By 8:15 AM, the house was empty. Renu stood alone in the sudden, deafening silence. She looked at the four half-empty chai glasses, the crumbs on the floor, and the unmade beds. This was her office. She turned on the radio to an old Lata Mangeshkar song and began the second shift.
“He’ll become a machine himself one day,” muttered Dadiji, the grandmother, from her wicker chair in the corner. At seventy-two, she had survived partition, the Emergency, and three television sets. She wore a crisp white saree and a permanent expression of mild disapproval. “In my time, we ate together. At a table. Without blinking lights.” Housewife Bhabhi sex with landlord for her debt...
The table went silent. Then Aarav burst out laughing. Kavya choked on her water. Vikram shook his head, but his eyes were smiling. Renu looked around the circle—at her irritable mother-in-law, her dreamy son, her sarcastic daughter, her steady husband. They were loud, flawed, nosy, and relentlessly loving. They fought over the last piece of pickle and shared the same tube of toothpaste. They hid secrets in almirahs and dreams in kitchen corners. By 8:15 AM, the house was empty
“Amma, you’ll cook for it,” he said, not as a question, but as a statement of fact. “Your cooking is better than any restaurant.” This was her office
By noon, the sun was a brutal tyrant. The electricity went out, as it did every Tuesday. Renu opened all the windows, fanned herself with a copy of the Rajasthan Patrika , and ate a quiet lunch of leftover chapati and pickle. For one hour, the house belonged only to her. She took out the letter from the boutique again. The position was for a supervisor—more money, more respect, more hours away from home. She folded the letter and tucked it into her almirah , under a pile of bedsheets. Not today. Maybe tomorrow.
Vikram came home at 6:30 PM, as regular as the clockwork he despised at his office. He loosened his tie, kissed his mother’s hand in a gesture of old-world respect, and asked Renu, “What’s for dinner?” The same question he had asked for 8,395 days.
“Beta, eat your paratha,” Renu pleaded, sliding a golden, flaky bread onto Aarav’s plate. He grunted, typed three more lines, and then broke the paratha with one hand while scrolling with the other.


WHAT YOU NEED TO DO:
Once you find the line below that has "Image is 644x324 pixels.", output it and every line after it exactly, stopping after the line that has "Image is 980x453 pixels.", with no pictures.

-=-=-=-=-

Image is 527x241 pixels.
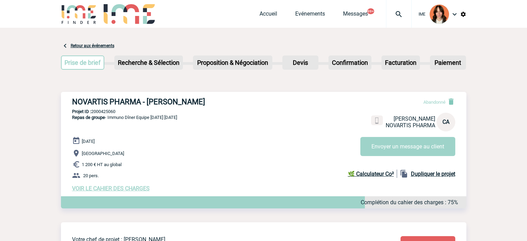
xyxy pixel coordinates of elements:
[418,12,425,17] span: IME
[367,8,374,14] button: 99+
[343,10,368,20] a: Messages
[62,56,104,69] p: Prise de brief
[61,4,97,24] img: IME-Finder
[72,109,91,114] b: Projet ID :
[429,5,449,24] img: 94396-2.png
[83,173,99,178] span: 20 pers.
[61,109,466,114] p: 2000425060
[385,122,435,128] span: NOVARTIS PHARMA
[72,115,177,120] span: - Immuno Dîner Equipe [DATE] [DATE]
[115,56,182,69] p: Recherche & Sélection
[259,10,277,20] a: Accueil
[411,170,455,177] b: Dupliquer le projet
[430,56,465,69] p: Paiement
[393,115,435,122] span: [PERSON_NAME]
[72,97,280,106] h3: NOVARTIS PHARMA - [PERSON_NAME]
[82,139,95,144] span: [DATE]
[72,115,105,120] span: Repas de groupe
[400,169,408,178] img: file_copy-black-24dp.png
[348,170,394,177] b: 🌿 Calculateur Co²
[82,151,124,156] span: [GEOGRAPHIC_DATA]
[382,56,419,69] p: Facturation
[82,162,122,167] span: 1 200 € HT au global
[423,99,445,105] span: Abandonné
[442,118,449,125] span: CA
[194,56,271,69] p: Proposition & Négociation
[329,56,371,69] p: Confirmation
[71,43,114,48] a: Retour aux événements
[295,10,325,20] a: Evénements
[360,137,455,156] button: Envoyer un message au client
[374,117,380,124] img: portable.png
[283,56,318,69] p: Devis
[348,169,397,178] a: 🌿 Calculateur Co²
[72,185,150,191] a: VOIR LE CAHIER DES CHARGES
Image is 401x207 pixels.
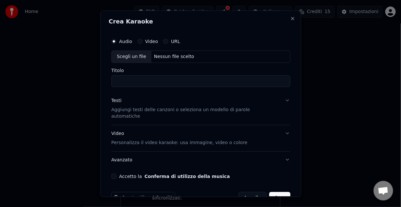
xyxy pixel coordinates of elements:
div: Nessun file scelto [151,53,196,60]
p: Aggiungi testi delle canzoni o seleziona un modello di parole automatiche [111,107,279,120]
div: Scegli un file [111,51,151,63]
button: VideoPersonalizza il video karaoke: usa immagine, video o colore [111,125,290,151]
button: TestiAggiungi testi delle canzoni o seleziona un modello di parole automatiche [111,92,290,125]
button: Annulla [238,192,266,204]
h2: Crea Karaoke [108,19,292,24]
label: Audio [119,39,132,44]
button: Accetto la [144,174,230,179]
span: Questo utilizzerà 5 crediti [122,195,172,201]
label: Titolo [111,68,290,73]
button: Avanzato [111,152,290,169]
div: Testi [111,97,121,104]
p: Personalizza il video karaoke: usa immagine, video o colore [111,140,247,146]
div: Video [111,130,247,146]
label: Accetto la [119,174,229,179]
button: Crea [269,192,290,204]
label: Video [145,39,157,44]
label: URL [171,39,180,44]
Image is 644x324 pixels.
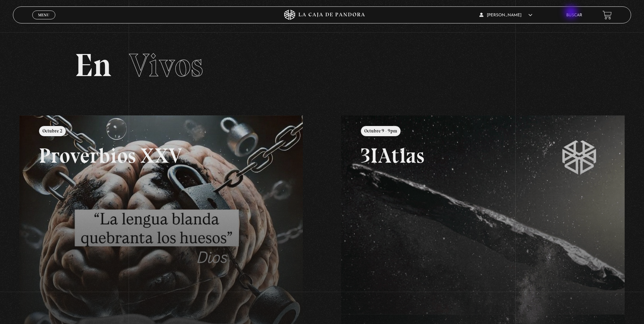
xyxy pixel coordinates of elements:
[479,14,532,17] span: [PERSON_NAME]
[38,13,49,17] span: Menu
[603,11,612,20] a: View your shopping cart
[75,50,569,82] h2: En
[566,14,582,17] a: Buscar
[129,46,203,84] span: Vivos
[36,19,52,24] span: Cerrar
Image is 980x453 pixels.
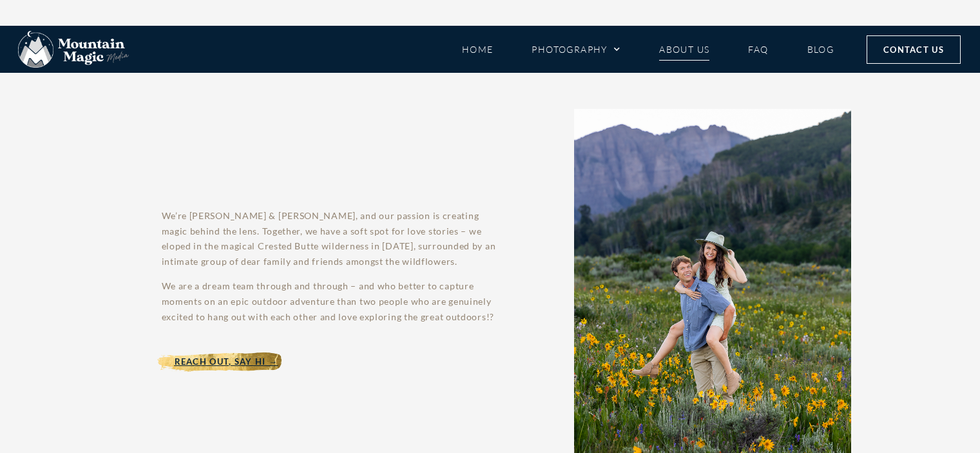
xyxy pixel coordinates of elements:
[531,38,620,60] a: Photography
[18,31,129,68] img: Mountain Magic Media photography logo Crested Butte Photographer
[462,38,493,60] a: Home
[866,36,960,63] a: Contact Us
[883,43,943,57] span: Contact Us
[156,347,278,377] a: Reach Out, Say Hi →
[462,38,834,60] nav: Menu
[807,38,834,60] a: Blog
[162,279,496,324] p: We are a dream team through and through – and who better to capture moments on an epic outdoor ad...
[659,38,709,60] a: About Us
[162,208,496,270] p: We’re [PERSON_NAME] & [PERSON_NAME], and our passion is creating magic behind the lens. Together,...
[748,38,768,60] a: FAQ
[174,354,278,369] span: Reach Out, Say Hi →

-=-=-=-=-

RESPONSE TO THE TASK:
Image is 644x324 pixels.
xyxy pixel coordinates of elements:
[479,14,532,17] span: [PERSON_NAME]
[38,13,49,17] span: Menu
[603,11,612,20] a: View your shopping cart
[75,50,569,82] h2: En
[566,14,582,17] a: Buscar
[129,46,203,84] span: Vivos
[36,19,52,24] span: Cerrar
Image is 980x453 pixels.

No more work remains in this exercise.